Why Manipulatives Can Be Better on Screens
May 2026
by David Tymm

Why Manipulatives Can Be Better on Screens

I’m a big fan of manipulatives. Make no mistake, symbols and formal language are part of math, and we have to get students there. But I see students for whom mathematical words and notation are a foreign language. They get dragged through a conveyor-belt curriculum, expected to understand a language for which they don’t have enough meaning.

There are rightly concerns about tech in the classroom, but when it comes to manipulatives, screens offer real advantages.

Yes, getting students onto devices can present logistical challenges. But a class set of manipulatives is also a lot of plastic to buy, distribute, and return to a store cupboard.

Concrete–pictorial–abstract is often seen as a natural progression. But both concrete and pictorial have limitations: physical objects can’t easily change, and pictures can’t be manipulated. Screens offer the perfect middle ground of pictures that tiny hands can manipulate into new pictures. Four 2s can change into an 8.

With physical manipulatives, tasks often need explaining using the very symbols and language students are struggling with. On a screen, we have clever ways to present tasks without words or symbols, lowering the cognitive barrier to entry.

But here’s the most exciting reason. With each manipulative task, it takes time to get a class to the starting arrangement for their manipulatives, and then more time to explain the destination arrangement they’re expected to reach - a minute or two or more. On a screen, it’s instant. In NumberClub, we know that, on average, students make a move every 9 seconds. That’s potentially an order of magnitude more mathematical thought in every lesson, and that is a very significant win.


TASK DESCRIPTION:
For the data below, give the number of lines in which "changeConsumer" occurs. Include nothing besides that number.

[Items from a dataset]
##############################

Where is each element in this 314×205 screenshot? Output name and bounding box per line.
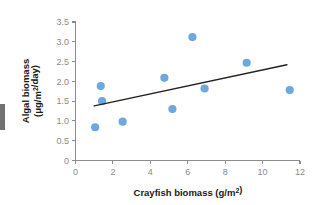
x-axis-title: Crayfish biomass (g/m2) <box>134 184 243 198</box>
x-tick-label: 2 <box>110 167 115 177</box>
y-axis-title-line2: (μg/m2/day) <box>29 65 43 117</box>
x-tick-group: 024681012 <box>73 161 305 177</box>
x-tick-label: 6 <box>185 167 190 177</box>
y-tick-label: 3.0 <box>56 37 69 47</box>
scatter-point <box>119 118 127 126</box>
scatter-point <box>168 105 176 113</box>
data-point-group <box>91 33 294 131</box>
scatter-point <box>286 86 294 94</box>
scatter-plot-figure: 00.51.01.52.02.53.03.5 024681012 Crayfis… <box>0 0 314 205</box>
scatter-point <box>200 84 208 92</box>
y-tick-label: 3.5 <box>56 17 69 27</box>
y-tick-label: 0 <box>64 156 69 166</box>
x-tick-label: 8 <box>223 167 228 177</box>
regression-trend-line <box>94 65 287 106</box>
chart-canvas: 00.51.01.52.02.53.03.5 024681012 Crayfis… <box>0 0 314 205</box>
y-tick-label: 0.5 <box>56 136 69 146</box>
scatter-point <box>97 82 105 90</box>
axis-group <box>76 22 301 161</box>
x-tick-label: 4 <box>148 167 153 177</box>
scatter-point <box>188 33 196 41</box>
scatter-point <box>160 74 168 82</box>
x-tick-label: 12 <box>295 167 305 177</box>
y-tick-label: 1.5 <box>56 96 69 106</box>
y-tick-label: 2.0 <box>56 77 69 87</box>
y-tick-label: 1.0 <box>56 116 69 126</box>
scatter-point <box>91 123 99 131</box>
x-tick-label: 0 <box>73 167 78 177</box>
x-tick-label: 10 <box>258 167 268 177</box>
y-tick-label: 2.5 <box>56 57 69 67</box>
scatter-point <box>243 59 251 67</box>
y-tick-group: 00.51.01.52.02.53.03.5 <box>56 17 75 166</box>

##############################

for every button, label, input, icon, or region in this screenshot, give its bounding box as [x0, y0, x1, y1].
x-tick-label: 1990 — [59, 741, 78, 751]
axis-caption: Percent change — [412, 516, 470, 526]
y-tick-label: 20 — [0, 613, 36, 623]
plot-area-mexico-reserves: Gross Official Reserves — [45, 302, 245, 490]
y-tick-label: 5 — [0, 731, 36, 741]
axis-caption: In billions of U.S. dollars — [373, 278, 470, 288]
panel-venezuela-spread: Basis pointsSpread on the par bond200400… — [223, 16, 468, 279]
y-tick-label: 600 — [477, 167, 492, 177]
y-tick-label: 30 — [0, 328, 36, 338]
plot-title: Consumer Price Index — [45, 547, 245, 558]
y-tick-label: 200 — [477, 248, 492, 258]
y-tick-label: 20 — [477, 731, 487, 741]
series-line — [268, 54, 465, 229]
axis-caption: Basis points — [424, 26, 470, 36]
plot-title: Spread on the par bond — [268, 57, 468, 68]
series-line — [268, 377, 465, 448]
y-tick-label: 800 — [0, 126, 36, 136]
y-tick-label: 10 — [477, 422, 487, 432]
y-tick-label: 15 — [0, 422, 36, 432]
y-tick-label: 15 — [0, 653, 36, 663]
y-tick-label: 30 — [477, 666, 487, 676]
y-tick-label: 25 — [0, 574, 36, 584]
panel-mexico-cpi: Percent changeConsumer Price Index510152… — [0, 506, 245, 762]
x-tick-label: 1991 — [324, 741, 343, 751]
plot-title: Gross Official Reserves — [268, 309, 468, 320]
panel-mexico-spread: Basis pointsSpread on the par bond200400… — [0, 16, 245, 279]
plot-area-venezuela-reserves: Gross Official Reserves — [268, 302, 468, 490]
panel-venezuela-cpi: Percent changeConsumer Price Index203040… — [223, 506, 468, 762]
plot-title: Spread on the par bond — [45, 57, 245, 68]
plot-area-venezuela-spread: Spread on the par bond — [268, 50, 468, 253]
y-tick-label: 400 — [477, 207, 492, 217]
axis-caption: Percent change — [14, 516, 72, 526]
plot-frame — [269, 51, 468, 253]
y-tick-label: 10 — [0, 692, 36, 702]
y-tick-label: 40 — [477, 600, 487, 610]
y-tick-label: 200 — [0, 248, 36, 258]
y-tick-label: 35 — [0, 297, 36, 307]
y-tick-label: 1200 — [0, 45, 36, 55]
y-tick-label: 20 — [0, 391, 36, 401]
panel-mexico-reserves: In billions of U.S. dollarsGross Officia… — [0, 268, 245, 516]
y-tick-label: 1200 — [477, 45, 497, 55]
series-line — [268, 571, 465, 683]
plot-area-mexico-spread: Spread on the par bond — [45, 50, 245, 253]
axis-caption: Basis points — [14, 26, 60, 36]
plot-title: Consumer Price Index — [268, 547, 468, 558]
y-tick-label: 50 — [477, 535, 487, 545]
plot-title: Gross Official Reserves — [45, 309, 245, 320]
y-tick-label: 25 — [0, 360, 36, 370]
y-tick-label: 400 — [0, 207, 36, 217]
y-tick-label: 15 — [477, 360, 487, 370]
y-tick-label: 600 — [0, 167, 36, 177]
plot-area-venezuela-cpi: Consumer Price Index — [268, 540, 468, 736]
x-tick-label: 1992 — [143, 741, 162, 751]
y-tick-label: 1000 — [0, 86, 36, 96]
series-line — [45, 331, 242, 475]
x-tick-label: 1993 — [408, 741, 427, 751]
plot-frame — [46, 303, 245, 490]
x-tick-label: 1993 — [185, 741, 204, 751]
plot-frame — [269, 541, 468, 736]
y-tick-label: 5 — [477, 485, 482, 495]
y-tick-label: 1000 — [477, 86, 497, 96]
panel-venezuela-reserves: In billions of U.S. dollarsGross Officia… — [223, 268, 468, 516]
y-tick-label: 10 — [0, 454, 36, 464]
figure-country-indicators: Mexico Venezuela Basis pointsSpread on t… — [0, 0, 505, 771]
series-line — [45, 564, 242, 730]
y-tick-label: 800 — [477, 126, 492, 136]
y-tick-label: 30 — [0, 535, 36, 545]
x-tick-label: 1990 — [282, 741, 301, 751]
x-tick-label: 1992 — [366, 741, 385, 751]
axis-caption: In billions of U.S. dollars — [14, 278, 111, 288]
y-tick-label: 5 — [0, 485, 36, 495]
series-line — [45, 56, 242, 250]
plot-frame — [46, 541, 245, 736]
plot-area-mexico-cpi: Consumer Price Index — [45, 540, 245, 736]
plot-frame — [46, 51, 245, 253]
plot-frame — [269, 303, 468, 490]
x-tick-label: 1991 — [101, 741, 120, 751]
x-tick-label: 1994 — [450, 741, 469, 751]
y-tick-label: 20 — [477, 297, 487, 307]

##############################

OUTPUT:
2